Page 33
Story: The Secrets of Harbour House
According to the letters, from 1936 to 1941 she had been living in the Lawn Road Flats, now known as the Isokon Building.
This in itself was fascinating. I remembered going to see the building when I was studying the Bauhaus movement.
The movement’s founder, Walter Gropius, lived there after escaping from Nazi Germany.
It had been a haven for leftist thinking, and I seemed to recall something also about Soviet spies.
The likes of Henry Moore, Naum Gabo, Ben Nicholson and Barbara Hepworth had frequented the Isobar in the building’s ground floor.
Sheba had lived in the heart of an artistic colony.
Maybe this was where she did the painting of the roses all those years ago. The area was filled with refugees, and they were very aware of the storm that was threatening Europe and the world. What a life she had lived.
I worked my way through a pile of these letters to Sheba from her grandfather, touched by the close relationship they seemed to have enjoyed.
The next few were from a gallery in London.
These were important. The history of the sale of her work would help to build up interest and create a better picture of the course of her career.
Picking up a notebook, I saw that inside it was inscribed with Sheba’s name, the date 1934 and Venice. It was filled with mostly sketches, but on some pages there were short paragraphs, as though she was talking to someone.
I can only think of you. My hunger for your company is haunting everything I do.
My heart stopped when I saw sketches of a woman.
It was the woman in the painting. Page after page was filled with images of her.
I leaned back in my chair. So Sheba clearly knew the woman in the painting, and that alone might explain why she had it.
It looked nothing like her work. I studied each page, but none of them were preliminaries of the portrait.
There were quite a few sketches of a priest, a good-looking one. Under one of them, she had written, Father Keeney intrigues me.
Keeney was not an Italian name . . . Irish possibly.
I typed his name and the year into the search engine.
Father Terence Keeney. Catholic priest, Irish American, spy.
Born in Boston in 1897, died in London in 1939.
Interesting. But it was a rabbit hole I didn’t need to go down.
I sat back and recalled the photo of Sheba.
TK . He could have been the photographer.
I closed my laptop and looked at the last sketch in the notebook. It was of a scene in Harry’s Bar and done in watercolour. The work was loose, fast and evocative. I was there in the moment, feeling a little bit tipsy. Underneath she had written, Venice has seduced me but my heart belongs to you.
Who had her heart? Was it the woman in the painting? It must be. Putting the sketchbook down, I opened another. It was also from 1934. But no longer Venice. The notes in it were sad.
Everywhere despite the sun is grey. Without you there is no joy.
The work was technically good but lacked the vibrancy of the Venice sketches.
I am empty.
Her work changed again when she went to the Slade, and was less inward-looking during this period.
There was mention of Martha and Jason and assignments.
This must be the Martha who came to Cornwall with Viv.
A newspaper cutting was slipped into the last pages.
It was a picture of Sheba standing next to the painting that was now in her bedroom.
It was entitled My Love , and she’d won first prize at the Slade with it that year.
According to the article, the painting had been started in Venice, and she told the journalist that her trip to Paris and Venice had been the beginning of her journey to find her style.
I scrolled through the photos on my phone, switching between the one she won the prize for and the portrait. But try as I might, I couldn’t see Sheba’s hand in the painting of the woman. But the thought wouldn’t leave me.
I flipped through another notebook. There I found one of Forster’s poems written out in Sheba’s handwriting. But it wasn’t the version I knew. It began differently.
Your eyes
Seeing what is not visible
Your fingers
Capturing the illusive
Your heart
Holding
Me
Then the words were familiar until the end
I am unmade
Love has disassembled me
To my parts
Only you
Can make me whole
Underneath it was another sketch of the woman from the painting. She was in profile and there was a fur collar about her neck. It was dated 1938. Above the year was the initial K.
I opened my photos again. K’s face stared out from my phone screen. Sheba was in love with her, of that I was certain. But it was nothing like Sheba’s work. The painting called My Love couldn’t be of Viv, because they didn’t meet until after the war. I believed it was Sheba’s portrait of K.
I was on to something. But it would have to wait. Finding these answers would be meaningless if I couldn’t save the business.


• **Task description**: After reading the records, print them all again exactly as they stand.

• **Given records**:
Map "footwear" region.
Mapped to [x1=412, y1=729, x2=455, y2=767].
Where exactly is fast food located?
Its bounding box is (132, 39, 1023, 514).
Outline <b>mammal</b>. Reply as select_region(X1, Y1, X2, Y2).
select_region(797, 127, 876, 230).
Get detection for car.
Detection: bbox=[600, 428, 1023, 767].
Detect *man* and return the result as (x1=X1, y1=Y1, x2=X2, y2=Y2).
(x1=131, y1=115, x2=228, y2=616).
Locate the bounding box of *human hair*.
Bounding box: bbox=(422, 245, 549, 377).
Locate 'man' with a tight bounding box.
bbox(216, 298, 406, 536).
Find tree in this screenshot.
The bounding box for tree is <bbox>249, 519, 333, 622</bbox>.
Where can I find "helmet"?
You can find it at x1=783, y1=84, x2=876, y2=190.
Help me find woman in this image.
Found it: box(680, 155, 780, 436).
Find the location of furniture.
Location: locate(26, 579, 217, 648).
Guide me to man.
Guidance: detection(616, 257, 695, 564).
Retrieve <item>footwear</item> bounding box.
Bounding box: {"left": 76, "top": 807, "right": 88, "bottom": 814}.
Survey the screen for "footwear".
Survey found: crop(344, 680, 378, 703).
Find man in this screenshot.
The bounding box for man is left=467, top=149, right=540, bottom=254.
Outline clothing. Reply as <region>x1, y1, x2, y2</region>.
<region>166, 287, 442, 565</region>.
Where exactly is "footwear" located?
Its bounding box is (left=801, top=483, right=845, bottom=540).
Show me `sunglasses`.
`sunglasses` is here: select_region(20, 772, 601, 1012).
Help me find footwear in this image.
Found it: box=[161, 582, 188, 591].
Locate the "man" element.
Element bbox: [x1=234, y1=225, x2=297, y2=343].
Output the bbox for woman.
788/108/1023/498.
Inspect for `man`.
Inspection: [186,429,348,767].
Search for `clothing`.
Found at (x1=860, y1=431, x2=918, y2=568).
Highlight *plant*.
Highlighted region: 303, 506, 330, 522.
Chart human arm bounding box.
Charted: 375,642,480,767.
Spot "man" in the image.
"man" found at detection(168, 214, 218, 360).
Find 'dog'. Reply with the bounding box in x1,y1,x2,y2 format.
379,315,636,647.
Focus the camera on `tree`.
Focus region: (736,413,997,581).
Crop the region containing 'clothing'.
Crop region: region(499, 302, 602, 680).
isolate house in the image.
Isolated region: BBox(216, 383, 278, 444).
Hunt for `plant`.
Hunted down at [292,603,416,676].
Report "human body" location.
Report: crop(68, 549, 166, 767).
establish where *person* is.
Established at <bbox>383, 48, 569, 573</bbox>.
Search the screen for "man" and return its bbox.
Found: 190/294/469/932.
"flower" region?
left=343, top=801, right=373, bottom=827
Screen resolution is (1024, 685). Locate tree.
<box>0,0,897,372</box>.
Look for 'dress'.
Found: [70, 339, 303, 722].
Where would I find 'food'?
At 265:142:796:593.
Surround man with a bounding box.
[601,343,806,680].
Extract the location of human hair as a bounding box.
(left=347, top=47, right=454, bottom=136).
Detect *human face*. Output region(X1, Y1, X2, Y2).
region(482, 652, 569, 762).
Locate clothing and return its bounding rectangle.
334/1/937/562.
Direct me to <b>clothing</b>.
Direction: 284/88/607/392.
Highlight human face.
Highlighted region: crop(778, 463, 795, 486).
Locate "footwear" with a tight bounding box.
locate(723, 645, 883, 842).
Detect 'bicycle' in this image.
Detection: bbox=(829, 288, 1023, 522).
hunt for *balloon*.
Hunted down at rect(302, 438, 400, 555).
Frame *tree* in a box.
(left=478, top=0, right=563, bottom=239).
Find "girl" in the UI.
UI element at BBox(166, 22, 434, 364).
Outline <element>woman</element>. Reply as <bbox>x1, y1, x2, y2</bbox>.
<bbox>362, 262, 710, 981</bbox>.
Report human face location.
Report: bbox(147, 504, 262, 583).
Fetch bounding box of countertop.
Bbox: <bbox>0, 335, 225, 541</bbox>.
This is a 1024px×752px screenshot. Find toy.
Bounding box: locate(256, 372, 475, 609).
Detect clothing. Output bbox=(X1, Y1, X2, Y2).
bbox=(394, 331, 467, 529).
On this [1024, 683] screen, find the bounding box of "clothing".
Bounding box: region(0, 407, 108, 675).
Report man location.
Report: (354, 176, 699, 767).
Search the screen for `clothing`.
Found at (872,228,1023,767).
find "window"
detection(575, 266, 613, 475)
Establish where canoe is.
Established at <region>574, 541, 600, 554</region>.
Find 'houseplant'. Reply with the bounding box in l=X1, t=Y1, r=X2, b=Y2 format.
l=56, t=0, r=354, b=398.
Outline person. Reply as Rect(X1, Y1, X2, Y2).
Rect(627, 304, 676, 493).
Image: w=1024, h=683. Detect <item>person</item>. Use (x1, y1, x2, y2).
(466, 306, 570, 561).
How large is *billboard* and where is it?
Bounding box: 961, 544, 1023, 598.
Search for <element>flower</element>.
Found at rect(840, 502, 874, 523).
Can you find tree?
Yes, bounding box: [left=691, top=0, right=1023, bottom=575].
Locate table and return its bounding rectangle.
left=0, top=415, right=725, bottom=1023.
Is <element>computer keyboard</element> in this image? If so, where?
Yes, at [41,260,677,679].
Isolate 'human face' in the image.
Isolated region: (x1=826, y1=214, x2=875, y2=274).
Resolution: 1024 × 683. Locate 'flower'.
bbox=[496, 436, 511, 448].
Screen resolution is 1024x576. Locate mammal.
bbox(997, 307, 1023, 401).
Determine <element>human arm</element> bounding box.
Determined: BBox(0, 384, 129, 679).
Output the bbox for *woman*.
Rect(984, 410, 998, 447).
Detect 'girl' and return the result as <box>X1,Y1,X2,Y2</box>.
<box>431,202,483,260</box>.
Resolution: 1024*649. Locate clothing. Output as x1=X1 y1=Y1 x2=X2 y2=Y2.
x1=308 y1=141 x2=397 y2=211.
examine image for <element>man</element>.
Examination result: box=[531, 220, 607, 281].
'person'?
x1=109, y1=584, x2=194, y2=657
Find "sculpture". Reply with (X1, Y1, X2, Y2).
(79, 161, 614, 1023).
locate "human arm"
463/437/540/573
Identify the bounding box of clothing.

• **Response to this exercise**:
Map "footwear" region.
Mapped to [x1=412, y1=729, x2=455, y2=767].
Where exactly is fast food located?
Its bounding box is (132, 39, 1023, 514).
Outline <b>mammal</b>. Reply as select_region(X1, Y1, X2, Y2).
select_region(797, 127, 876, 230).
Get detection for car.
Detection: bbox=[600, 428, 1023, 767].
Detect *man* and return the result as (x1=X1, y1=Y1, x2=X2, y2=Y2).
(x1=131, y1=115, x2=228, y2=616).
Locate the bounding box of *human hair*.
Bounding box: bbox=(422, 245, 549, 377).
Locate 'man' with a tight bounding box.
bbox(216, 298, 406, 536).
Find tree in this screenshot.
The bounding box for tree is <bbox>249, 519, 333, 622</bbox>.
Where can I find "helmet"?
You can find it at x1=783, y1=84, x2=876, y2=190.
Help me find woman in this image.
Found it: box(680, 155, 780, 436).
Find the location of furniture.
Location: locate(26, 579, 217, 648).
Guide me to man.
Guidance: detection(616, 257, 695, 564).
Retrieve <item>footwear</item> bounding box.
Bounding box: {"left": 76, "top": 807, "right": 88, "bottom": 814}.
Survey the screen for "footwear".
Survey found: crop(344, 680, 378, 703).
Find man in this screenshot.
The bounding box for man is left=467, top=149, right=540, bottom=254.
Outline clothing. Reply as <region>x1, y1, x2, y2</region>.
<region>166, 287, 442, 565</region>.
Where exactly is "footwear" located?
Its bounding box is (left=801, top=483, right=845, bottom=540).
Show me `sunglasses`.
`sunglasses` is here: select_region(20, 772, 601, 1012).
Help me find footwear in this image.
Found it: box=[161, 582, 188, 591].
Locate the "man" element.
Element bbox: [x1=234, y1=225, x2=297, y2=343].
Output the bbox for woman.
788/108/1023/498.
Inspect for `man`.
Inspection: [186,429,348,767].
Search for `clothing`.
Found at (x1=860, y1=431, x2=918, y2=568).
Highlight *plant*.
Highlighted region: 303, 506, 330, 522.
Chart human arm bounding box.
Charted: 375,642,480,767.
Spot "man" in the image.
"man" found at detection(168, 214, 218, 360).
Find 'dog'. Reply with the bounding box in x1,y1,x2,y2 format.
379,315,636,647.
Focus the camera on `tree`.
Focus region: (736,413,997,581).
Crop the region containing 'clothing'.
Crop region: region(499, 302, 602, 680).
isolate house in the image.
Isolated region: BBox(216, 383, 278, 444).
Hunt for `plant`.
Hunted down at [292,603,416,676].
Report "human body" location.
Report: crop(68, 549, 166, 767).
establish where *person* is.
Established at <bbox>383, 48, 569, 573</bbox>.
Search the screen for "man" and return its bbox.
Found: 190/294/469/932.
"flower" region?
left=343, top=801, right=373, bottom=827
Screen resolution is (1024, 685). Locate tree.
<box>0,0,897,372</box>.
Look for 'dress'.
Found: [70, 339, 303, 722].
Where would I find 'food'?
At 265:142:796:593.
Surround man with a bounding box.
[601,343,806,680].
Extract the location of human hair as a bounding box.
(left=347, top=47, right=454, bottom=136).
Detect *human face*. Output region(X1, Y1, X2, Y2).
region(482, 652, 569, 762).
Locate clothing and return its bounding rectangle.
334/1/937/562.
Direct me to <b>clothing</b>.
Direction: 284/88/607/392.
Highlight human face.
Highlighted region: crop(778, 463, 795, 486).
Locate "footwear" with a tight bounding box.
locate(723, 645, 883, 842).
Detect 'bicycle' in this image.
Detection: bbox=(829, 288, 1023, 522).
hunt for *balloon*.
Hunted down at rect(302, 438, 400, 555).
Frame *tree* in a box.
(left=478, top=0, right=563, bottom=239).
Find "girl" in the UI.
UI element at BBox(166, 22, 434, 364).
Outline <element>woman</element>. Reply as <bbox>x1, y1, x2, y2</bbox>.
<bbox>362, 262, 710, 981</bbox>.
Report human face location.
Report: bbox(147, 504, 262, 583).
Fetch bounding box of countertop.
Bbox: <bbox>0, 335, 225, 541</bbox>.
This is a 1024px×752px screenshot. Find toy.
Bounding box: locate(256, 372, 475, 609).
Detect clothing. Output bbox=(X1, Y1, X2, Y2).
bbox=(394, 331, 467, 529).
On this [1024, 683] screen, find the bounding box of "clothing".
Bounding box: region(0, 407, 108, 675).
Report man location.
Report: (354, 176, 699, 767).
Search the screen for `clothing`.
Found at (872,228,1023,767).
find "window"
detection(575, 266, 613, 475)
Establish where canoe is.
Established at <region>574, 541, 600, 554</region>.
Find 'houseplant'. Reply with the bounding box in l=X1, t=Y1, r=X2, b=Y2 format.
l=56, t=0, r=354, b=398.
Outline person. Reply as Rect(X1, Y1, X2, Y2).
Rect(627, 304, 676, 493).
Image: w=1024, h=683. Detect <item>person</item>. Use (x1, y1, x2, y2).
(466, 306, 570, 561).
How large is *billboard* and where is it?
Bounding box: 961, 544, 1023, 598.
Search for <element>flower</element>.
Found at rect(840, 502, 874, 523).
Can you find tree?
Yes, bounding box: [left=691, top=0, right=1023, bottom=575].
Locate table and return its bounding rectangle.
left=0, top=415, right=725, bottom=1023.
Is <element>computer keyboard</element> in this image? If so, where?
Yes, at [41,260,677,679].
Isolate 'human face' in the image.
Isolated region: (x1=826, y1=214, x2=875, y2=274).
Resolution: 1024 × 683. Locate 'flower'.
bbox=[496, 436, 511, 448].
Screen resolution is 1024x576. Locate mammal.
bbox(997, 307, 1023, 401).
Determine <element>human arm</element> bounding box.
Determined: BBox(0, 384, 129, 679).
Output the bbox for *woman*.
Rect(984, 410, 998, 447).
Detect 'girl' and return the result as <box>X1,Y1,X2,Y2</box>.
<box>431,202,483,260</box>.
Resolution: 1024*649. Locate clothing. Output as x1=X1 y1=Y1 x2=X2 y2=Y2.
x1=308 y1=141 x2=397 y2=211.
examine image for <element>man</element>.
Examination result: box=[531, 220, 607, 281].
'person'?
x1=109, y1=584, x2=194, y2=657
Find "sculpture". Reply with (X1, Y1, X2, Y2).
(79, 161, 614, 1023).
locate "human arm"
463/437/540/573
Identify the bounding box of clothing.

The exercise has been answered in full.